Machine-to-Machine (M2M) Tutorial Trailer for IEEE ComSoc Tutorial Now
"M2M in Smart Grid & Smart Cities: Technologies, Standards, and Applications"
Presenters:
Mischa Dohler, CTTC, Spain (IEEE ComSoc Distinguished Lecturer for 2012 and 2013)
Jesús Alonso-Zárate, CTTC, Spain
Duration
4 Hours Tutorial on IEEE Tutorial Now
Abstract
An unprecedented communication paradigm facilitating the connection between a prior unseen number of automated devices is currently gripping both industrial as well as academic communities. Referred to as machine-to-machine (M2M) communication, it is essentially composed of three key ingredients: 1) a wireless end-device, 2) an infrastructure-based or infrastructure-less wireless carrier network, and 3) the back-end server network. This tutorial is focused on the networking part of the architecture, dwelling on the technology required to connect the device domain with the application domain.
The gamut of application of M2M is vast, including e.g. consumer electronics, telemetry, e-Health, industrial control, and general means of boosting the usage of existing telecoms infrastructures by offering communications and connectivity at large. However, above all of them, smart grids and smart cities are called to be the killer ones. The main reason for that is the strong support they are receiving from institutions. Both the European Union and the US Government are strongly focusing their ICT research programs towards this revolutionary technology that will make the world smarter, more energy efficient, and less dependent on natural energy resources. This means that both academia and industry will strongly bet for an emerging paradigm that still has many challenges to be solved. Indeed, market prospects of M2M are very encouraging, which was estimated at €20bn in 2005 already and is expected to reach €200bn in Q4 2010 connecting more than 100bn communicating devices.

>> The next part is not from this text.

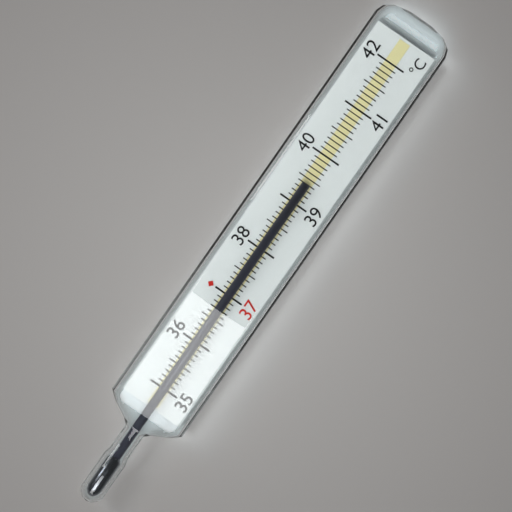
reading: 39.4 °C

The aim of this tutorial is to provide a detailed technical insight into latest key aspects of M2M networks, with particular application to smart cities and smart grids. We will dig into the technical details of the technology required to provide such applications. Global initiatives working on the M2M paradigm agree on the fact that a combination of cellular and short-range capillary networks will be the most effective solution to provide low-cost and low-energy M2M networks. Therefore, in this tutorial we will review the protocol stack required to support M2M traffic into short-range networks; from the PHY layer, to the Application layer. In addition, we will review existing standards for cellular communications, and we will discuss how new generations (LTE-A) will be suitable for M2M communications. Current activities and trends in standardization bodies will be stressed in the tutorial. Along the entire tutorial, challenges and open issued will be identified, thus making the material presented in this tutorial useful for industry and inspiring for research worlds.
Keywords
smart cities, smart grids, machine-to-machine, architecture, embedded designs, cellular designs, capillary networks.
Objectives
M2M systems bear very specific and unparalleled challenges in both research and development. Prime design drivers here are the need for virtually zero-outage, immediate-response and high-efficiency to support reliable, green, long-living and delay-constrained M2M applications. With no clear winner established so far, two orthogonal approaches have thus commenced to contend for the M2M market, i.e. 1) cellular solutions which rely on wide coverage (GSM, UMTS, LTE, LTE-A, etc.); and 2) purely embedded short-range solutions relying on cheap deployments (low-power WiFi, ultra low-power Bluetooth, Zigbee, etc.). The prime objective of this tutorial is therefore to acquaint an academic and industrial audience with crucial design approaches and architectural elements to facilitate a viable and efficient deployment of said networks."